Records supplied:
○ ○ ○ ○ ○
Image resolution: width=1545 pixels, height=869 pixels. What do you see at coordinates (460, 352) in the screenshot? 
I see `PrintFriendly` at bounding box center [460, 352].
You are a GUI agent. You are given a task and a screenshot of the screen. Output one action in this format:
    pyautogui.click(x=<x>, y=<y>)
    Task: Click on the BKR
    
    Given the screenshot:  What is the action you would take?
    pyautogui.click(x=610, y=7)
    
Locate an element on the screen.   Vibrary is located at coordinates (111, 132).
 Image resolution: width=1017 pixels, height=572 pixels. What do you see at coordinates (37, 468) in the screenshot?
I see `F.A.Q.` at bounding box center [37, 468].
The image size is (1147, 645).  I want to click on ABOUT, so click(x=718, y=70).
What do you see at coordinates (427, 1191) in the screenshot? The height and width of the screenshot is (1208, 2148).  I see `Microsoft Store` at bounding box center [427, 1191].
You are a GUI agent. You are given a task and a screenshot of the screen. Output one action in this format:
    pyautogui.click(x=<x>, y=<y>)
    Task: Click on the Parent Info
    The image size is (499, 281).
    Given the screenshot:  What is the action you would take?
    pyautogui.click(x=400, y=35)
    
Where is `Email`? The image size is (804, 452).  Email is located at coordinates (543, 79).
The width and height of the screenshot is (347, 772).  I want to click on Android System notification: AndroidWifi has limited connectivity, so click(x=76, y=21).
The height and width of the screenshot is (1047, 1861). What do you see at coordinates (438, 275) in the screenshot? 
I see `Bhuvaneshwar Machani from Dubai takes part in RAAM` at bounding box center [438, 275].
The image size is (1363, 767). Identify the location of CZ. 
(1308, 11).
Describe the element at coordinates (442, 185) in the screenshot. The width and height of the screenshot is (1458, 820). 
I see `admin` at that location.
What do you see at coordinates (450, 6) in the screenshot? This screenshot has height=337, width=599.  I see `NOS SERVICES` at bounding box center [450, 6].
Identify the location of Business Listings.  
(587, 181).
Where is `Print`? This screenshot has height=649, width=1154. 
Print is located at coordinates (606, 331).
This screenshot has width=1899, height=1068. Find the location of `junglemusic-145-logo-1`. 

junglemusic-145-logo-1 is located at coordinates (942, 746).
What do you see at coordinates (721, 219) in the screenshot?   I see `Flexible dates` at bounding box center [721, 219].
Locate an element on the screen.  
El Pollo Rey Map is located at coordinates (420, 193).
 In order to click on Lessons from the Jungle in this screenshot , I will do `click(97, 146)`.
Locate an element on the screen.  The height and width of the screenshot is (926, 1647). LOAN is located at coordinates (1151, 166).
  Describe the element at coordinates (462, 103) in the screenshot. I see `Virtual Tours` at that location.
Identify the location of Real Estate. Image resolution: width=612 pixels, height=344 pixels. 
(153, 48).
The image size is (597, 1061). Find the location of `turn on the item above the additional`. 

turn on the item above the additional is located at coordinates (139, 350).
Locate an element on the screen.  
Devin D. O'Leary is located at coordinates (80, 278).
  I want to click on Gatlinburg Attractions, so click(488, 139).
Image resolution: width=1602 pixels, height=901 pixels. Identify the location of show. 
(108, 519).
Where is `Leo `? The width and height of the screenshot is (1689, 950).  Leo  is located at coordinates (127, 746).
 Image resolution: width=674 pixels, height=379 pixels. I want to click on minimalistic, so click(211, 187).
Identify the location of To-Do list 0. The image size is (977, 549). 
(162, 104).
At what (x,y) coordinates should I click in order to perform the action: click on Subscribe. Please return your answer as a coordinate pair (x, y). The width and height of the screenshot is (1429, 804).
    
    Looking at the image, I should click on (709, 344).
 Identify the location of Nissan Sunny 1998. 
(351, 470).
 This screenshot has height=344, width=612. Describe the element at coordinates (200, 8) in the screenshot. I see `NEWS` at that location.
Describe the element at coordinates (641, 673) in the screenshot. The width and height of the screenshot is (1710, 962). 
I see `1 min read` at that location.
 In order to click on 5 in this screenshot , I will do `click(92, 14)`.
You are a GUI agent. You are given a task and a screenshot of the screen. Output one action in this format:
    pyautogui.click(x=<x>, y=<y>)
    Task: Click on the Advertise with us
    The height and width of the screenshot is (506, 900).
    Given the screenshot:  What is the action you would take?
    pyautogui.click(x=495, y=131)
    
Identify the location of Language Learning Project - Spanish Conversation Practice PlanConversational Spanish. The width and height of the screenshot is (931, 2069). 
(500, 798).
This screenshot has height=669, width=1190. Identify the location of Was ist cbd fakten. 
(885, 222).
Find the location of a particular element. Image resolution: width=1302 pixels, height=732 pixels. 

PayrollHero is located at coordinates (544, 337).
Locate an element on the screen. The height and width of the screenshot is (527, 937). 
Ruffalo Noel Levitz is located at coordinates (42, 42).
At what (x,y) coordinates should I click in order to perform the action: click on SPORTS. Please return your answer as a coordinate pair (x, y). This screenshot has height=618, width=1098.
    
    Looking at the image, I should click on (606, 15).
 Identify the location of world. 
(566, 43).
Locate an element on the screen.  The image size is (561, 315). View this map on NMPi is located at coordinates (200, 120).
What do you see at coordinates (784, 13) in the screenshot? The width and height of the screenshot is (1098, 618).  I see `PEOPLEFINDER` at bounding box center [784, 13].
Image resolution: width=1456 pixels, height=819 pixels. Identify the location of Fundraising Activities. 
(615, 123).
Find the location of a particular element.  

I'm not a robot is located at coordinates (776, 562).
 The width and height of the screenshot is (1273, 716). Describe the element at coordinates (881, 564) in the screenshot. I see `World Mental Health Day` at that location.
○ ○ ○ ○ ○
About this exercise:
A faithful, word-for-word copy of the data is the expected answer.

Written solution:
Image resolution: width=1545 pixels, height=869 pixels. What do you see at coordinates (460, 352) in the screenshot? 
I see `PrintFriendly` at bounding box center [460, 352].
You are a GUI agent. You are given a task and a screenshot of the screen. Output one action in this format:
    pyautogui.click(x=<x>, y=<y>)
    Task: Click on the BKR
    
    Given the screenshot:  What is the action you would take?
    pyautogui.click(x=610, y=7)
    
Locate an element on the screen.   Vibrary is located at coordinates (111, 132).
 Image resolution: width=1017 pixels, height=572 pixels. What do you see at coordinates (37, 468) in the screenshot?
I see `F.A.Q.` at bounding box center [37, 468].
The image size is (1147, 645).  I want to click on ABOUT, so click(x=718, y=70).
What do you see at coordinates (427, 1191) in the screenshot? The height and width of the screenshot is (1208, 2148).  I see `Microsoft Store` at bounding box center [427, 1191].
You are a GUI agent. You are given a task and a screenshot of the screen. Output one action in this format:
    pyautogui.click(x=<x>, y=<y>)
    Task: Click on the Parent Info
    The image size is (499, 281).
    Given the screenshot:  What is the action you would take?
    pyautogui.click(x=400, y=35)
    
Where is `Email`? The image size is (804, 452).  Email is located at coordinates (543, 79).
The width and height of the screenshot is (347, 772).  I want to click on Android System notification: AndroidWifi has limited connectivity, so click(x=76, y=21).
The height and width of the screenshot is (1047, 1861). What do you see at coordinates (438, 275) in the screenshot? 
I see `Bhuvaneshwar Machani from Dubai takes part in RAAM` at bounding box center [438, 275].
The image size is (1363, 767). Identify the location of CZ. 
(1308, 11).
Describe the element at coordinates (442, 185) in the screenshot. The width and height of the screenshot is (1458, 820). 
I see `admin` at that location.
What do you see at coordinates (450, 6) in the screenshot? This screenshot has height=337, width=599.  I see `NOS SERVICES` at bounding box center [450, 6].
Identify the location of Business Listings.  
(587, 181).
Where is `Print`? This screenshot has height=649, width=1154. 
Print is located at coordinates (606, 331).
This screenshot has width=1899, height=1068. Find the location of `junglemusic-145-logo-1`. 

junglemusic-145-logo-1 is located at coordinates (942, 746).
What do you see at coordinates (721, 219) in the screenshot?   I see `Flexible dates` at bounding box center [721, 219].
Locate an element on the screen.  
El Pollo Rey Map is located at coordinates (420, 193).
 In order to click on Lessons from the Jungle in this screenshot , I will do `click(97, 146)`.
Locate an element on the screen.  The height and width of the screenshot is (926, 1647). LOAN is located at coordinates (1151, 166).
  Describe the element at coordinates (462, 103) in the screenshot. I see `Virtual Tours` at that location.
Identify the location of Real Estate. Image resolution: width=612 pixels, height=344 pixels. 
(153, 48).
The image size is (597, 1061). Find the location of `turn on the item above the additional`. 

turn on the item above the additional is located at coordinates (139, 350).
Locate an element on the screen.  
Devin D. O'Leary is located at coordinates (80, 278).
  I want to click on Gatlinburg Attractions, so click(488, 139).
Image resolution: width=1602 pixels, height=901 pixels. Identify the location of show. 
(108, 519).
Where is `Leo `? The width and height of the screenshot is (1689, 950).  Leo  is located at coordinates (127, 746).
 Image resolution: width=674 pixels, height=379 pixels. I want to click on minimalistic, so click(211, 187).
Identify the location of To-Do list 0. The image size is (977, 549). 
(162, 104).
At what (x,y) coordinates should I click in order to perform the action: click on Subscribe. Please return your answer as a coordinate pair (x, y). The width and height of the screenshot is (1429, 804).
    
    Looking at the image, I should click on (709, 344).
 Identify the location of Nissan Sunny 1998. 
(351, 470).
 This screenshot has height=344, width=612. Describe the element at coordinates (200, 8) in the screenshot. I see `NEWS` at that location.
Describe the element at coordinates (641, 673) in the screenshot. The width and height of the screenshot is (1710, 962). 
I see `1 min read` at that location.
 In order to click on 5 in this screenshot , I will do `click(92, 14)`.
You are a GUI agent. You are given a task and a screenshot of the screen. Output one action in this format:
    pyautogui.click(x=<x>, y=<y>)
    Task: Click on the Advertise with us
    The height and width of the screenshot is (506, 900).
    Given the screenshot:  What is the action you would take?
    pyautogui.click(x=495, y=131)
    
Identify the location of Language Learning Project - Spanish Conversation Practice PlanConversational Spanish. The width and height of the screenshot is (931, 2069). 
(500, 798).
This screenshot has height=669, width=1190. Identify the location of Was ist cbd fakten. 
(885, 222).
Find the location of a particular element. Image resolution: width=1302 pixels, height=732 pixels. 

PayrollHero is located at coordinates (544, 337).
Locate an element on the screen. The height and width of the screenshot is (527, 937). 
Ruffalo Noel Levitz is located at coordinates (42, 42).
At what (x,y) coordinates should I click in order to perform the action: click on SPORTS. Please return your answer as a coordinate pair (x, y). This screenshot has height=618, width=1098.
    
    Looking at the image, I should click on (606, 15).
 Identify the location of world. 
(566, 43).
Locate an element on the screen.  The image size is (561, 315). View this map on NMPi is located at coordinates (200, 120).
What do you see at coordinates (784, 13) in the screenshot? The width and height of the screenshot is (1098, 618).  I see `PEOPLEFINDER` at bounding box center [784, 13].
Image resolution: width=1456 pixels, height=819 pixels. Identify the location of Fundraising Activities. 
(615, 123).
Find the location of a particular element.  

I'm not a robot is located at coordinates (776, 562).
 The width and height of the screenshot is (1273, 716). Describe the element at coordinates (881, 564) in the screenshot. I see `World Mental Health Day` at that location.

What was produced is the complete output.